The rate of environmental degradation in Bangladesh, especially in the cities, is also alarming. For example, the density of airborne particulate matter (PM) reaches 463 micrograms per cubic meter (mcm) in Dhaka during December-March period – the highest level in the world. City dwellers and road users regularly breathe, contains lead in concentrations reportedly almost ten times higher than the government safety standard set by the Department of Environment. About 50 tons of lead are emitted into Dhaka city's air annually.

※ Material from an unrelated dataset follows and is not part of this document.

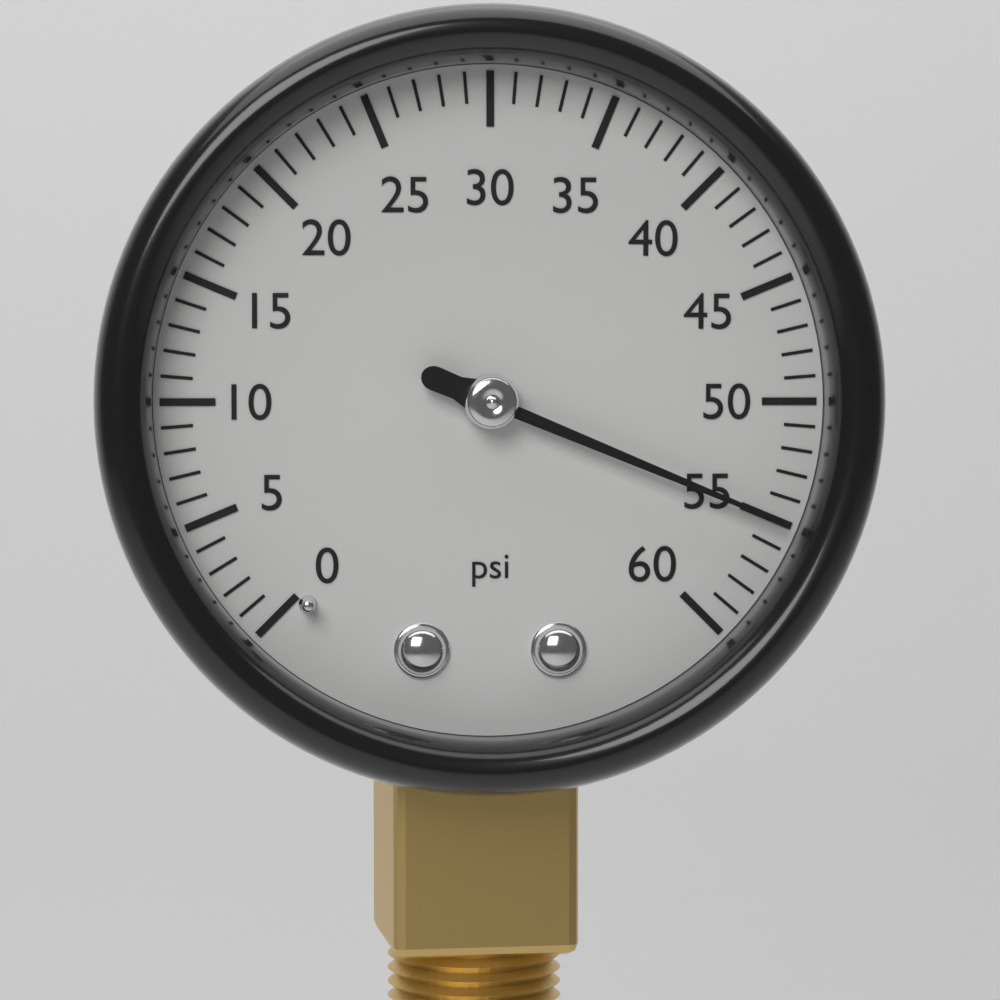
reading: 55 psi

According to a recent New York Times report, "Bangladesh is already one of the world's most environmentally fragile places … Even as pollution threatens agriculture and public health, Bangladesh is acutely vulnerable to climate change, as rising sea levels and changing weather patterns could displace millions of people and sharply reduce crop yields … Bangladesh has laws to protect the environment, a national environment ministry and new special courts for environmental cases. Yet pollution is rising, not falling … largely because of the political and economic power of industry."

Therefore, the focus of the forthcoming budget should be environmentally sustainable production and consumption, diversification of the economy, and social progress, including reduction of poverty, inequality and social exclusion. The government should use its fiscal measures – revenue (taxes) and expenditure – to attain above objectives; and should not just aim at achieving the highest possible growth rate at any cost with the hope that it can clean up the environment and distribute the fruits of growth later. This, however, requires considerable political will and reconfiguration of power relations.

Readers are urged to read this in conjunction with two previous op-eds. "Budget 2014: Deficits, borrowings and the political economy" and "Why agonise over economic growth?"

­­­­­­­­­Anis Chowdhury, former Professor of Economics, University of Western Sydney, Australia.